Isabel Davis, Writing Masculinity in the Later Middle Ages
Medium Aevum, Fall-Winter, 2008 by Cory James Rushton
Isabel Davis, Writing Masculinity in the Later Middle Ages (Cambridge: Cambridge University Press, 2007), xiii 222 pp. ISBN 0-521-86637-5. 48.00 [pounds sterling]/$85 .00
Isabel Davis's book seeks to 'explore ... intersections between medieval masculine subjectivity and the ethics of labour and living' within a particular period, 'the two generations between c.1360 and c.1430' (p. 2). Davis prefers the phrase 'life writing' to the contested and contestable 'autobiography' (p. 5), although some of the texts discussed lend themselves to this approach more comfortably than others: Thomas Usk, Thomas Hoccleve, and (with some caution) William Langland seem to record more of themselves in their texts than Chaucer does in the Canon's Yeoman's Tale or Gower does in the Confessio Amantis. What these authors do appear to have in common is an uncomfortable tension between writing, a clerical skill, and a secular life which often included marriage (p. 9).
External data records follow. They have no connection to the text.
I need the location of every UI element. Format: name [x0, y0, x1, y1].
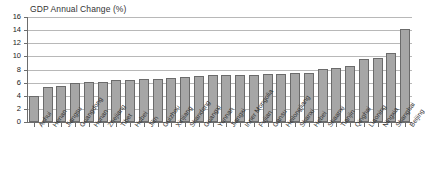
- y-tick-label: 0: [17, 118, 21, 125]
- y-tick-label: 8: [17, 66, 21, 73]
- chart-title: GDP Annual Change (%): [30, 4, 126, 14]
- y-tick-label: 16: [13, 13, 21, 20]
- y-tick-label: 10: [13, 52, 21, 59]
- bar: [29, 96, 39, 122]
- y-tick-label: 12: [13, 39, 21, 46]
- y-tick-label: 6: [17, 79, 21, 86]
- y-tick-label: 14: [13, 26, 21, 33]
- y-tick-mark: [24, 122, 27, 123]
- x-axis-labels: AnhuiHenanJiangsuGuangdongHunanZhejiangT…: [27, 124, 416, 183]
- y-tick-label: 4: [17, 92, 21, 99]
- y-tick-label: 2: [17, 105, 21, 112]
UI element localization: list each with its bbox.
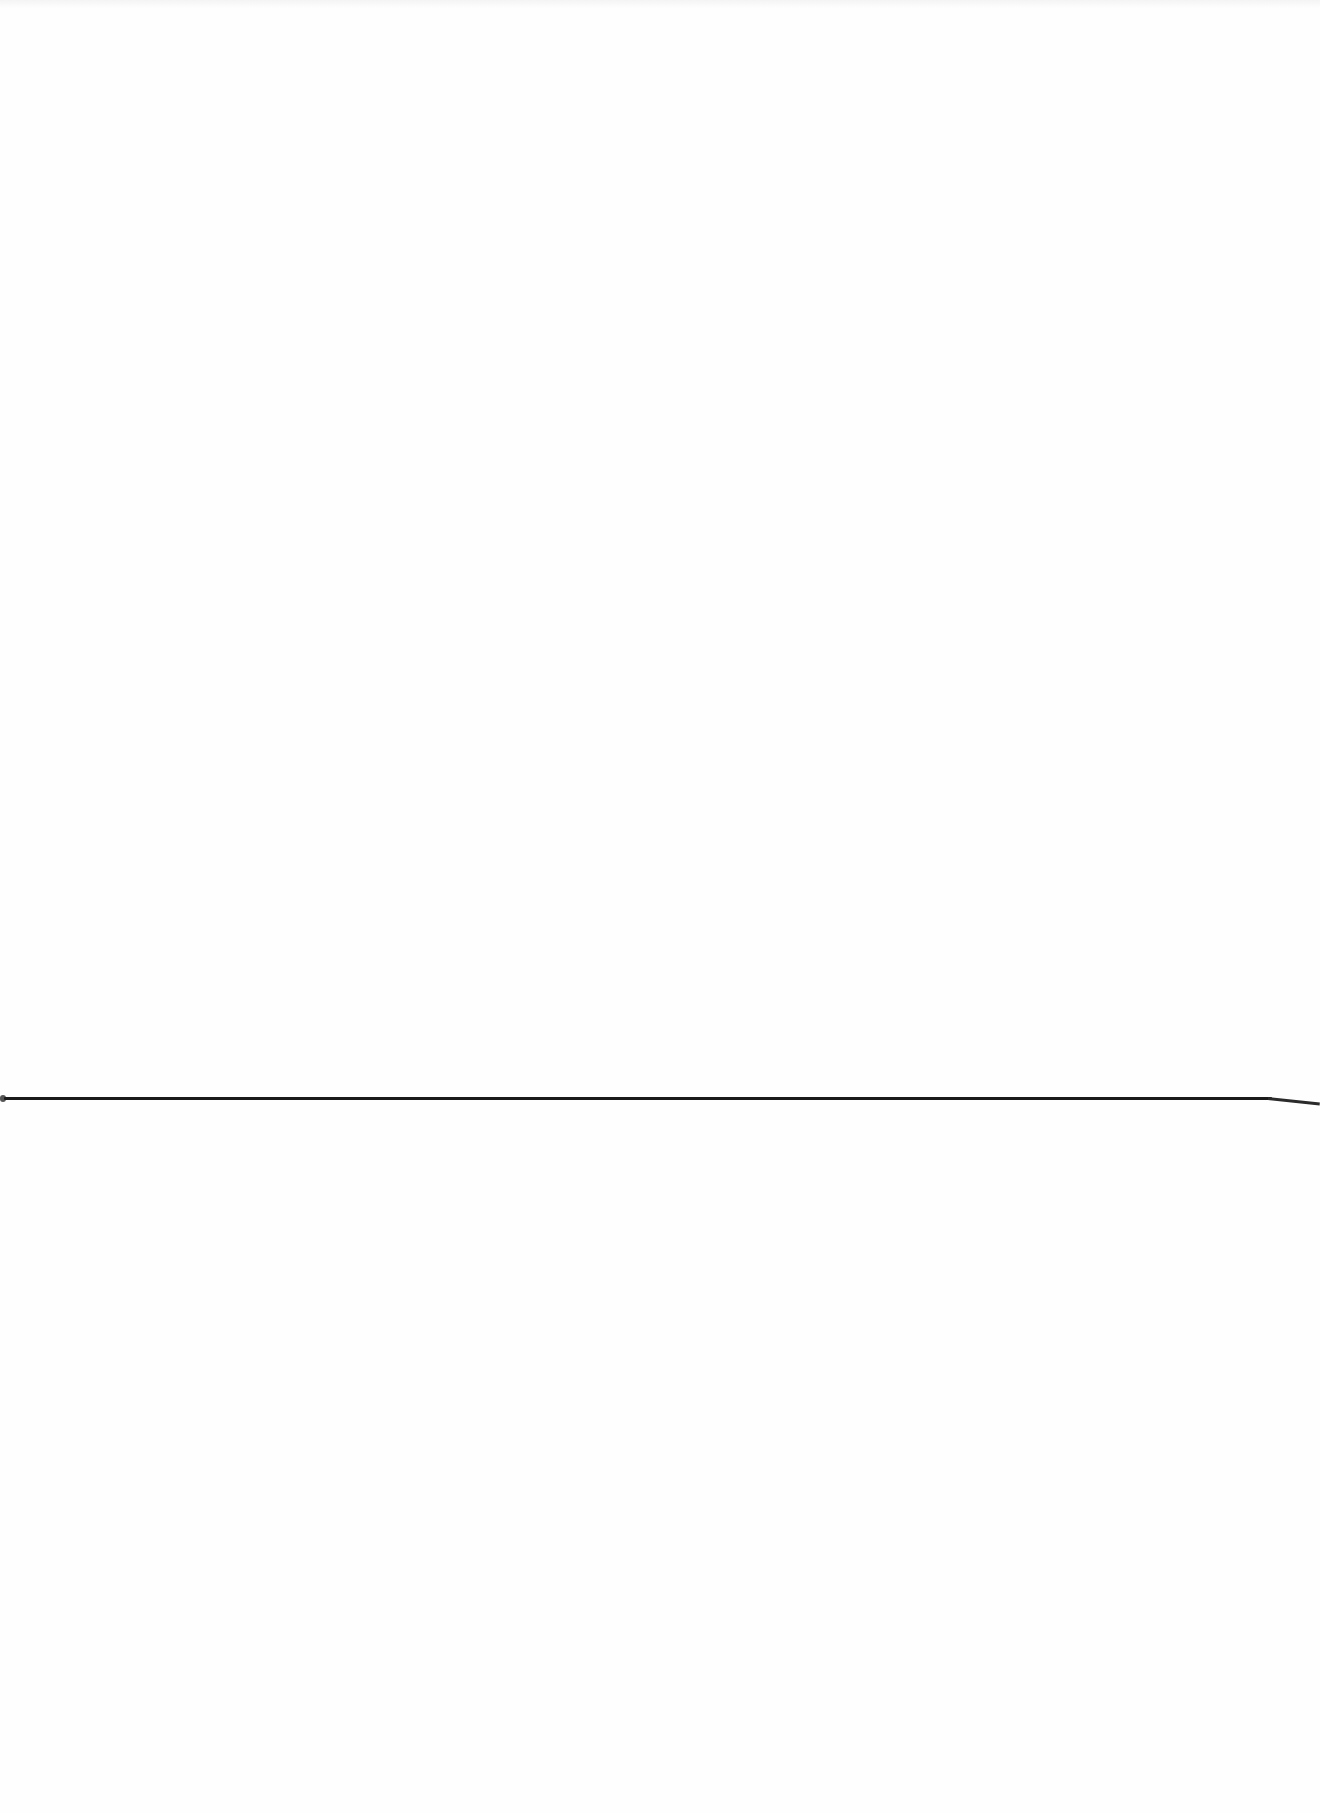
scanned-page: [0, 0, 1320, 1813]
horizontal-rule: [4, 1097, 1272, 1100]
horizontal-rule-tail: [1268, 1097, 1320, 1105]
page-top-edge-shadow: [0, 0, 1320, 8]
Davis begins with Langland's Piers Plowman, appropriate given that poem's interest in 'the project of restoring social order as an especially masculine commission' which is linked 'particularly to male domestic roles' (p. 13). Langland 'marginalizes the standard medieval preference for virginity, negotiating a more privileged place for marriage and fatherhood' but pays a price for it, his narrator under constant scrutiny by his own 'interior faculties of Will, Reason and Conscience' (14f.). Ina poem deeply concerned with its own social context, the labour shortages and related itinerancy of workers, the marriage of Piers the Plowman becomes 'a masculine model of the industrious and married man ... a remedy for both population and labour shortage' (p. 20), as opposed to Will's identity as a 'peripatetic figure' whose own marriage must be equally migrant (p. 19)' Davis concludes that Will, if not Langland, never manages to reconcile himself to his own marriage, necessitating a series of revisions to his matrimonial argument in the C-text. Hoccleve, Davis argues, can be most directly compared with Langland: 'For Langland, marriage is a labour bond; for Hoccleve, marriage--the source of his shame--can only detract from work, disrupting its homosocial communities' (p. 153). Hoccleve 'distances his narrator ... from his marriage and indeed from women generally' in an effort to construct himself 'as a natural celibate whose marriage is an aberration' (p. 143). The implication that Hoccleve was swept up by social change which did not agree with him, but which is perfectly normal to us, is intriguing and worthy of further development.
The book's discussion of Thomas Usk's Testament of Love ably charts a difficult path between critical traditions that either blame Usk for 'failing to be a revolutionary hero' or criticize him with the same 'language of betrayal and infamy' used by Usk's contemporaries. Davis carefully demonstrates how Usk's interest in private space--especially new ideas of the private home--is integrally linked with his political ambitions and his deep loneliness following the failure of those ambitions. Usk develops the idea that marriage should be a matter of choice through his narrator's metaphorical pursuit of Margarite Pearl, which offers less than it would seem to women--Usk's concern is with marriage as a 'positive masculine lifestyle choice', one with the power to raise a man's social status if he becomes 'one flesh' with someone of higher status (pp. 72f.).
The book's exploration might have benefited from a conclusion which could draw the various texts together, but as it stands Davis has produced a readable and intriguing addition to the growing field of medieval masculinities.